Pour Passage, Sabzian demande à des critiques de cinéma, auteurs, cinéastes et spectateurs un texte ou un fragment qui les a marqués.
In Passage vraagt Sabzian filmcritici, auteurs, filmmakers en toeschouwers naar een tekst of een fragment dat ooit een blijvende indruk op hen achterliet.
The Prisma section is a series of short reflections on cinema. A Prisma always has the same length – exactly 2000 characters – and is accompanied by one image. It is a short-distance exercise, a miniature text in which one detail or element is refracted into the spectrum of a larger idea or observation.
La rubrique Prisma est une série de courtes réflexions sur le cinéma. Tous les Prisma ont la même longueur – exactement 2000 caractères – et sont accompagnés d'une seule image. Exercices à courte distance, les Prisma consistent en un texte miniature dans lequel un détail ou élément se détache du spectre d'une penséée ou observation plus large.
De Prisma-rubriek is een reeks korte reflecties over cinema. Een Prisma heeft altijd dezelfde lengte – precies 2000 tekens – en wordt begeleid door één beeld.
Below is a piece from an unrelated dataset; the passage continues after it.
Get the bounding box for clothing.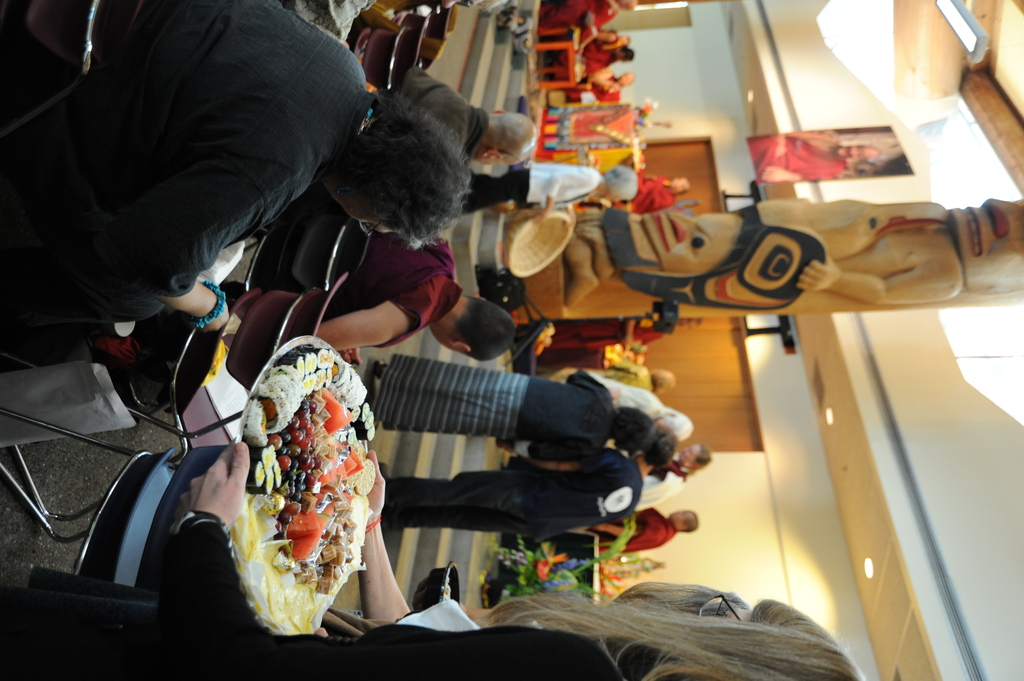
x1=594 y1=70 x2=623 y2=99.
Een Prisma is een oefening op de korte afstand, een miniatuurtekst waarin één detail of element in het spectrum van een grotere gedachte of observatie breekt.
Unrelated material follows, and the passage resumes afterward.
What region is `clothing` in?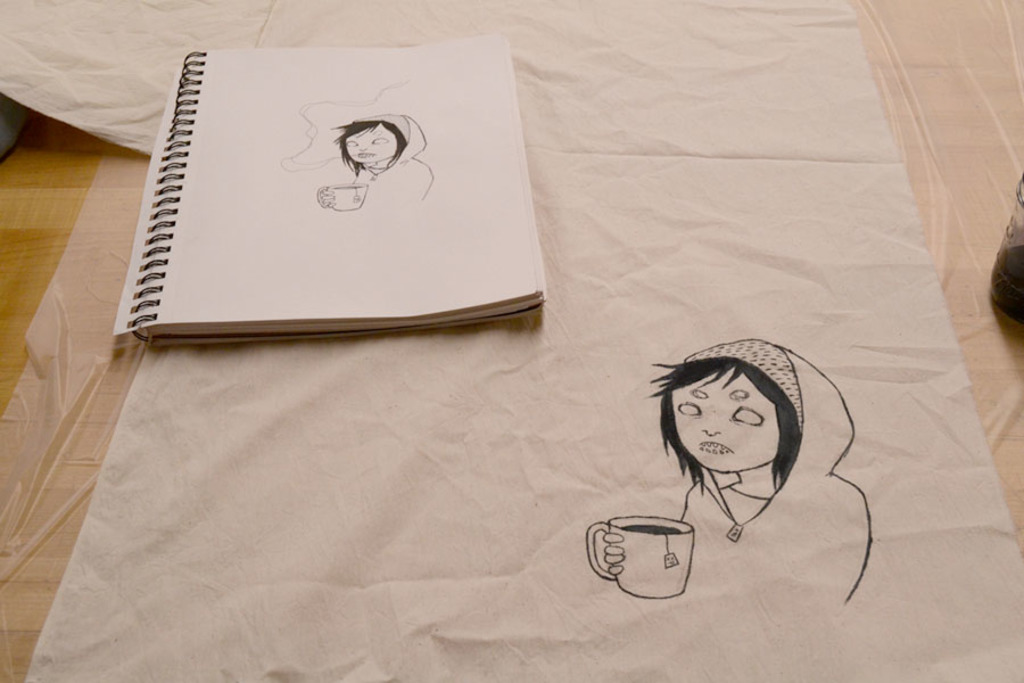
629 404 870 598.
Jacques Tati once said, “I want the film to start the moment you leave the cinema.” A film fixes itself in your movements and your way of looking at things. After a Chaplin film, you catch yourself doing clumsy jumps, after a Rohmer it’s always summer, and the ghost of Akerman undeniably haunts the kitchen. In this feature, a Sabzian editor takes a film outside and discovers cross-connections between cinema and life.
Jacques Tati once said, “I want the film to start the moment you leave the cinema.” A film fixes itself in your movements and your way of looking at things. After a Chaplin film, you catch yourself doing clumsy jumps, after a Rohmer it’s always summer, and the ghost of Akerman undeniably haunts the kitchen. In this feature, a Sabzian editor takes a film outside and discovers cross-connections between cinema and life.
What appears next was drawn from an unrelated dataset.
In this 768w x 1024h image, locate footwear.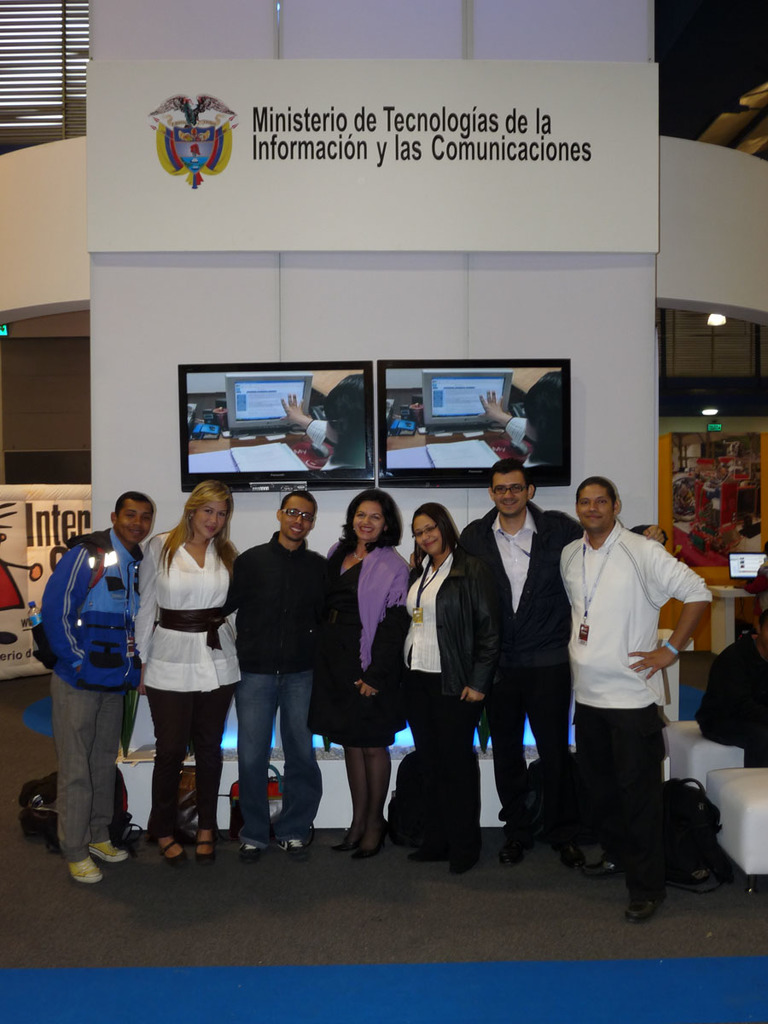
Bounding box: detection(269, 833, 311, 864).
Jacques Tati zei ooit: “Ik wil dat de film begint op het moment dat je de cinemazaal verlaat.” Een film zet zich vast in je bewegingen en je manier van kijken. Na een film van Chaplin betrap je jezelf op klungelige sprongen, na een Rohmer is het altijd zomer en de geest van Chantal Akerman waart onomstotelijk rond in de keuken. In deze rubriek neemt een Sabzian-redactielid een film mee naar buiten en ontwaart kruisverbindingen tussen cinema en leven.